Frankie Avalon’s Christmas Album
The period from 1955 to 1964 is a weird one in American music.

Seoul Wanderer – Christmas Carols
Christmas albums are, for the most part, one-offs, and one particular effect of this is that they rarely ever get truly tight.

Eraserheads – Fruitcake
Every Christmas album is, in a way, a concept album. But, conversely, we rarely see any of them that venture far beyond the connotations offered by Christmas itself.

Christmas With Arthur Godfrey and All The Little Godfreys
One of the most wonderful things about listening to the very earliest attempts at Christmas albums is to see a genre take form. Take radio personality Arthur Godfrey.

Heavy Christmas
There’s a fascinating parallel between how traditional Tin Pan Alley pop, on the one hand, and prog rock, on the other, is treated by mainstream music journalism.

Rotary Connection – Peace
You’d hardly expect a hip, critically lauded psychedelic rock band of the late sixties to release a Christmas album.

Elvis Presley – Elvis’ Christmas Album
Perhaps the most unique feature of the rock‘n’roll revolution in the mid-fifties is its cross-market singularity.

Noël aux Antilles avec Abel Zenon et son Combo
One of the unexpected sorrows of dealing with a music genre that, let’s face it, had its absolute heyday more than 50 years ago, is to frequently have to see its legendary cr

Christmas in Hong Kong with Kong Ling
It is the eternal fate of a vocal album, for better or for worse, that it will be judged mainly by the quality of its vocals.

Urbie Green and his All-Stars – A Cool Yuletide
The release is on a recently-launched budget label, whose lack of any clear direction meant that it would soon be wound up.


◆ **TASK INSTRUCTIONS**:
Find and return every line of the data that contains the word "Scalenus".

(Dataset listings of figures)
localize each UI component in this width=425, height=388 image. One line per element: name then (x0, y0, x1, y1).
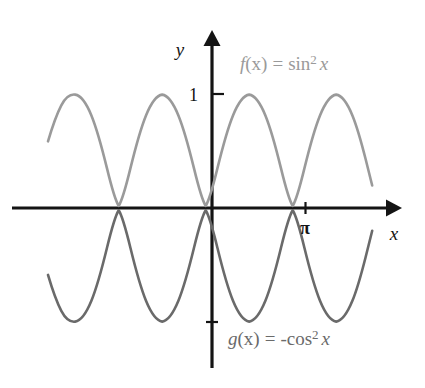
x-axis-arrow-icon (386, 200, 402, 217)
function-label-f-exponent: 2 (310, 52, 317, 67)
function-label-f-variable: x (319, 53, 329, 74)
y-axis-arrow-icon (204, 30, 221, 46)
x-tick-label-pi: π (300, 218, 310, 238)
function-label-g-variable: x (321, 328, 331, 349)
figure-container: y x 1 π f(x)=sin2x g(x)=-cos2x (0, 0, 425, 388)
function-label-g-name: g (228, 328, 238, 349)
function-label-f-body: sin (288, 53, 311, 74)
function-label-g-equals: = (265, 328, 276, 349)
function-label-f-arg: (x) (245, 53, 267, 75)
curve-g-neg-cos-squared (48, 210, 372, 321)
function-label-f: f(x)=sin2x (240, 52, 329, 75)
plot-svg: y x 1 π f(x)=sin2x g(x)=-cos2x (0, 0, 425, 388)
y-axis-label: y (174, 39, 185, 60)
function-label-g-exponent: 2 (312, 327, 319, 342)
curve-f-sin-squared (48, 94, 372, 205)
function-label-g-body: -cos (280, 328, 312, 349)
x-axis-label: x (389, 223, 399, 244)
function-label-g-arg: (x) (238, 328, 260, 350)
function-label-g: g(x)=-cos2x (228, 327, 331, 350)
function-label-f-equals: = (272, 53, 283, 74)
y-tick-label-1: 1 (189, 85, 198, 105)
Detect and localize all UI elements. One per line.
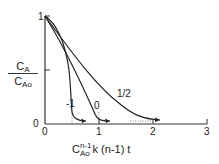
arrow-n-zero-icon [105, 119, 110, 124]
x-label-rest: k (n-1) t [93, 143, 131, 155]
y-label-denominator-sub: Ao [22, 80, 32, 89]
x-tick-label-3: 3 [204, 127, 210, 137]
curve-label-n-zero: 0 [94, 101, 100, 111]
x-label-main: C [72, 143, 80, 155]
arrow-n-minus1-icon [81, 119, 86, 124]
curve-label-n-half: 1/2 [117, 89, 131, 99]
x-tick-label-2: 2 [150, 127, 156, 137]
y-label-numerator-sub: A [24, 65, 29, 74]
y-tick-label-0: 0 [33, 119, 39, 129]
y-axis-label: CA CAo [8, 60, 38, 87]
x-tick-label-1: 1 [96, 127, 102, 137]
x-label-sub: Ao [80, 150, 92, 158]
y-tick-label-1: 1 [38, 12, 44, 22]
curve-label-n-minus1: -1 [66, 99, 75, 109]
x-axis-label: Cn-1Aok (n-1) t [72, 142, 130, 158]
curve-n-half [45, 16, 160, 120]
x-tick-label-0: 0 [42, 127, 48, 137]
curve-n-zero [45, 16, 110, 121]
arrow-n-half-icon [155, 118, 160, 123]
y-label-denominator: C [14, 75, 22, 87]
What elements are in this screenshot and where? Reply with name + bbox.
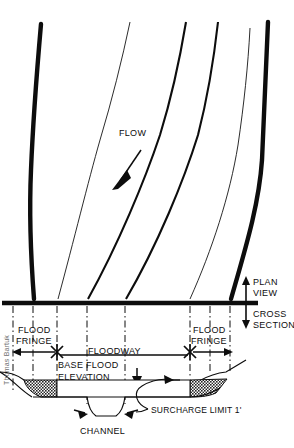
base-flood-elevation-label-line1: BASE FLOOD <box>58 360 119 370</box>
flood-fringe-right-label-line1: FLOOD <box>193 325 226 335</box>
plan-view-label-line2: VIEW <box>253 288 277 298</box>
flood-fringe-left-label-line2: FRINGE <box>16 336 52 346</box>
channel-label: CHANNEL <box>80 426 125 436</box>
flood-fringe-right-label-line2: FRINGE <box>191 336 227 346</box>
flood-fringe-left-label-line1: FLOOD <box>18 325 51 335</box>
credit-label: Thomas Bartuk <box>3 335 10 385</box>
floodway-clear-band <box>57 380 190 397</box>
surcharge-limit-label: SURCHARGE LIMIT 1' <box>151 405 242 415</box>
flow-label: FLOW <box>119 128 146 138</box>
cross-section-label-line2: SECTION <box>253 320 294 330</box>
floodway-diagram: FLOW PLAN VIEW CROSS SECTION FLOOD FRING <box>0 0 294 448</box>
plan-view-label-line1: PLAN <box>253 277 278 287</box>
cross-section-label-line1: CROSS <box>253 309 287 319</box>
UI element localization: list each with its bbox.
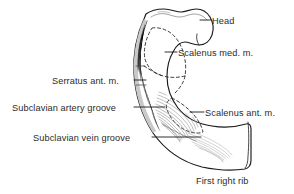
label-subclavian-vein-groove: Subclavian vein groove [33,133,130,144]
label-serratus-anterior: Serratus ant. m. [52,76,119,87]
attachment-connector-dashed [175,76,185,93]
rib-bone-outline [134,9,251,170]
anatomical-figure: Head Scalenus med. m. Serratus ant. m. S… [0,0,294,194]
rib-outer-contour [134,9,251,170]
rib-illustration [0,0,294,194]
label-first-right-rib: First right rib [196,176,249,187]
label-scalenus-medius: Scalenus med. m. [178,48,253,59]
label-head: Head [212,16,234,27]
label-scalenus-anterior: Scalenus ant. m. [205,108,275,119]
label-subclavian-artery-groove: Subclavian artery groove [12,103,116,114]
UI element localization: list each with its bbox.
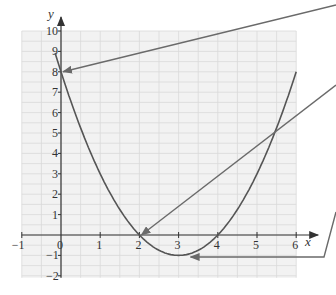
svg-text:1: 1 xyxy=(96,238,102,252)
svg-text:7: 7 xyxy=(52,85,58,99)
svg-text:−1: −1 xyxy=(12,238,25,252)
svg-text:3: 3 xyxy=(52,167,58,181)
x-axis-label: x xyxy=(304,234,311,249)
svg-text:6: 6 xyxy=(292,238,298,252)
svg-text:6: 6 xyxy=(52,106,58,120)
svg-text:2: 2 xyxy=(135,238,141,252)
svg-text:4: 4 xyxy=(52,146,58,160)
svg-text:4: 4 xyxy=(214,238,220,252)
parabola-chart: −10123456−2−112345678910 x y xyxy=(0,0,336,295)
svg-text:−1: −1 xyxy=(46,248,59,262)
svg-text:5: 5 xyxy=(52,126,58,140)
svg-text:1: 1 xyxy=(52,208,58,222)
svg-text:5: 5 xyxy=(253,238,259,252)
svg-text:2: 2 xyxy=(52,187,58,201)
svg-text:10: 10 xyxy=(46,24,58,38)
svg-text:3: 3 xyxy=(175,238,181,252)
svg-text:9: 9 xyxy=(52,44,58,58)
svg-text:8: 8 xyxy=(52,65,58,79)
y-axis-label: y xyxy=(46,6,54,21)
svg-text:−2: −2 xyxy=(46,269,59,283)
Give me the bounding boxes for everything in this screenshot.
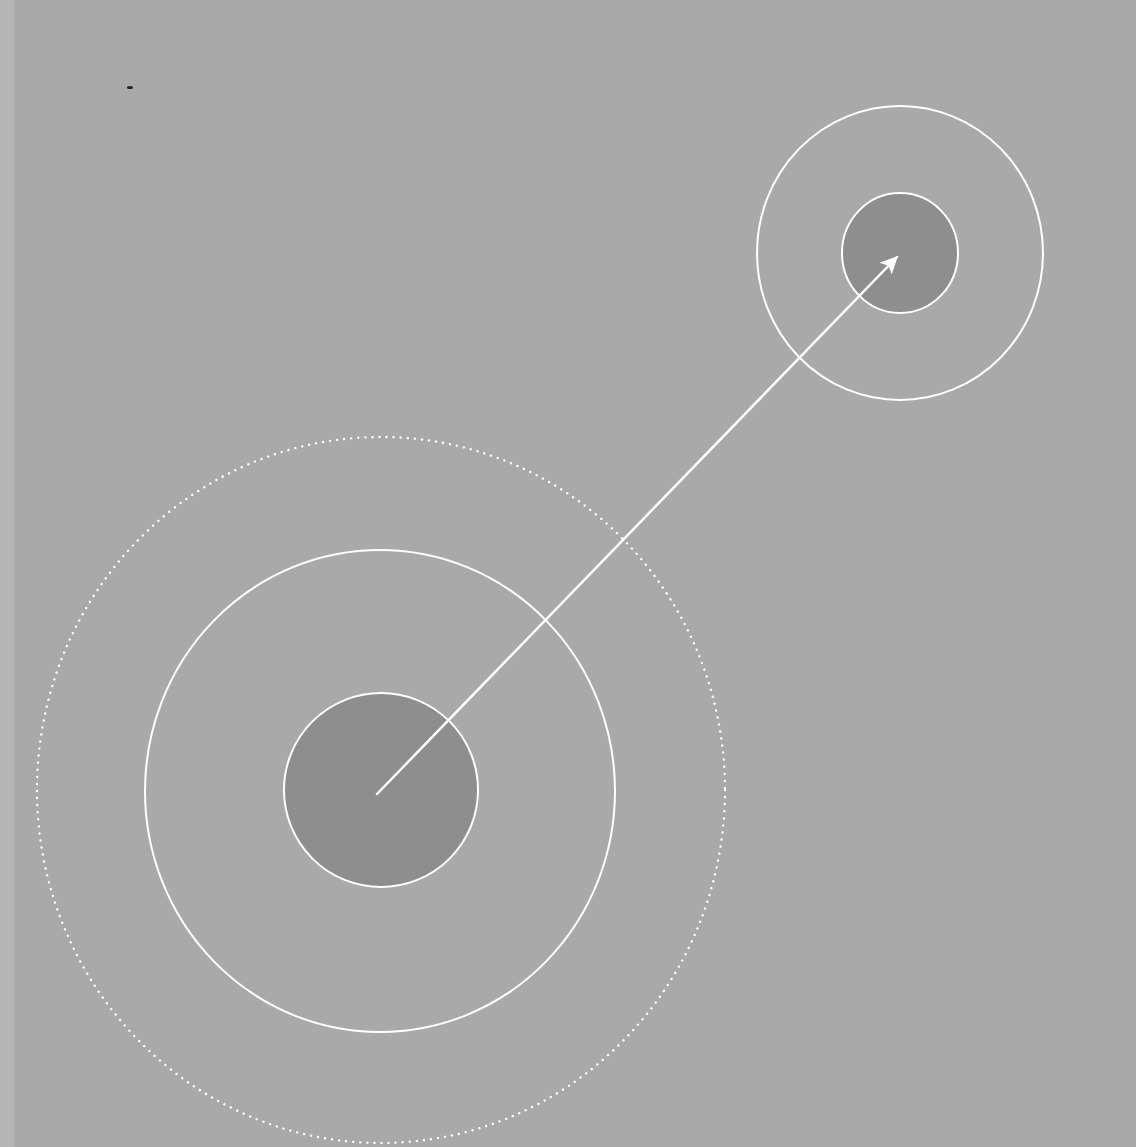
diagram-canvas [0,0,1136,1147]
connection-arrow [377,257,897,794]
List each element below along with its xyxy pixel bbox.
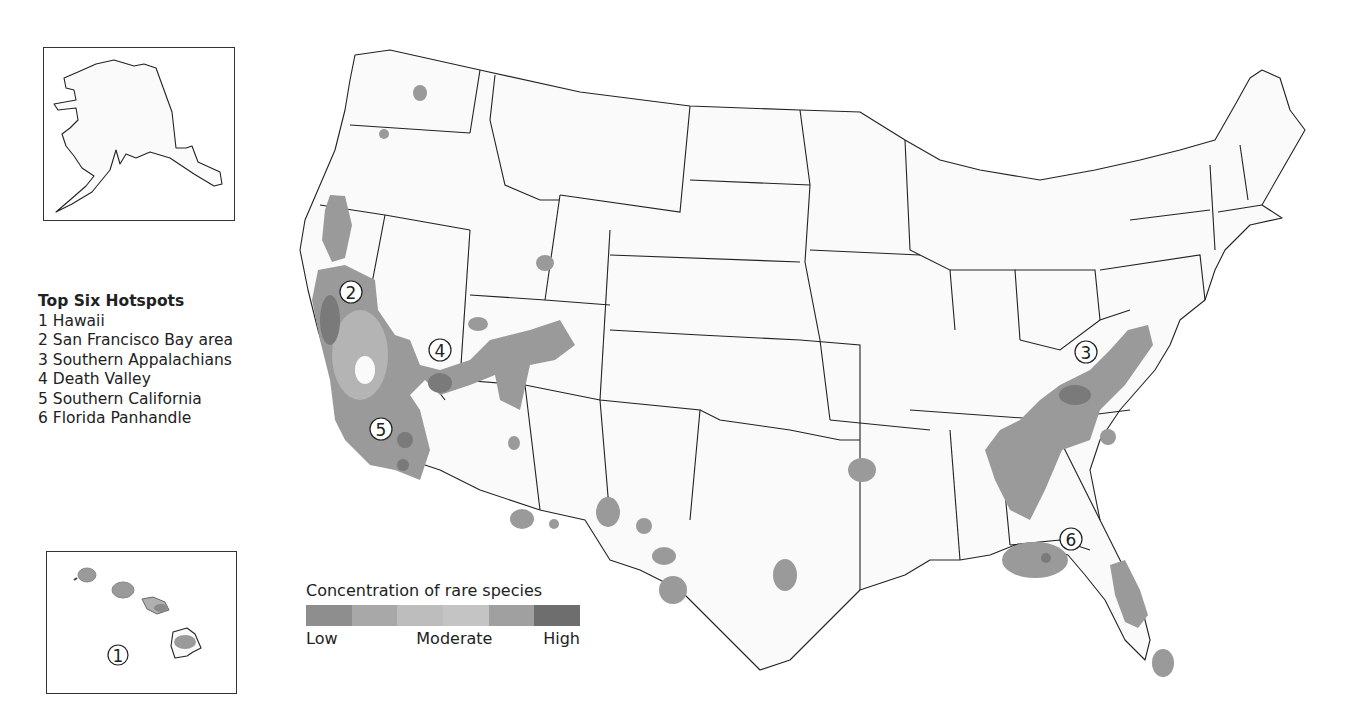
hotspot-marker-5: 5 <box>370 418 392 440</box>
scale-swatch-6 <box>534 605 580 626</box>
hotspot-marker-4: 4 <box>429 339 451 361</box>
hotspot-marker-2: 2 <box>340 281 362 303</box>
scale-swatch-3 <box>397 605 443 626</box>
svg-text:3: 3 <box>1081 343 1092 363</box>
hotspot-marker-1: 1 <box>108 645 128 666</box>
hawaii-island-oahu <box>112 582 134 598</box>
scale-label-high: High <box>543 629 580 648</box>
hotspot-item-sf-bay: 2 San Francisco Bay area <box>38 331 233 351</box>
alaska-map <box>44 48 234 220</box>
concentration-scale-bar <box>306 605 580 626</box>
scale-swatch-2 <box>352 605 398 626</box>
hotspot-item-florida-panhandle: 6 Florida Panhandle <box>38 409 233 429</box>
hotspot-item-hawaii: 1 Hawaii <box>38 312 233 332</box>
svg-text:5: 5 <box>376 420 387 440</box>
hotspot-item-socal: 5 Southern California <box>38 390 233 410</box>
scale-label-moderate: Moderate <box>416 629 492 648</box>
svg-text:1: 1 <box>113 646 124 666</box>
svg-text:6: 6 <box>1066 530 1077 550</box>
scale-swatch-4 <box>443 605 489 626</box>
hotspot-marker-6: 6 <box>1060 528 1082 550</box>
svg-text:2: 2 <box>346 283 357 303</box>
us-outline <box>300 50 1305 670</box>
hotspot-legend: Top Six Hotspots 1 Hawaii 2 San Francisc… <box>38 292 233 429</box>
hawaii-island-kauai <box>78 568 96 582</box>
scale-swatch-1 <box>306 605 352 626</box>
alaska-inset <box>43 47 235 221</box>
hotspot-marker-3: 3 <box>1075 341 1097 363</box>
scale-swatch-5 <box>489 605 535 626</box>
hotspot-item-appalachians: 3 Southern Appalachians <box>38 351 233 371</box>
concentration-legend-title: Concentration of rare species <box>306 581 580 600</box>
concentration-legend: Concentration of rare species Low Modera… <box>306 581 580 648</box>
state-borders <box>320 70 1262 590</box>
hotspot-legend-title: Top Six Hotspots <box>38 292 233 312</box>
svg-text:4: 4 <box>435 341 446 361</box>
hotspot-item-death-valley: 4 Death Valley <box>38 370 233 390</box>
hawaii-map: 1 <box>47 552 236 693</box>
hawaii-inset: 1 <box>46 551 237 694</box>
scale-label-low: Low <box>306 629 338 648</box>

◆ **SOLUTION TO THIS TASK**:
anatomical-figure: Head Scalenus med. m. Serratus ant. m. S… [0,0,294,194]
label-scalenus-medius: Scalenus med. m. [178,48,253,59]
label-scalenus-anterior: Scalenus ant. m. [205,108,275,119]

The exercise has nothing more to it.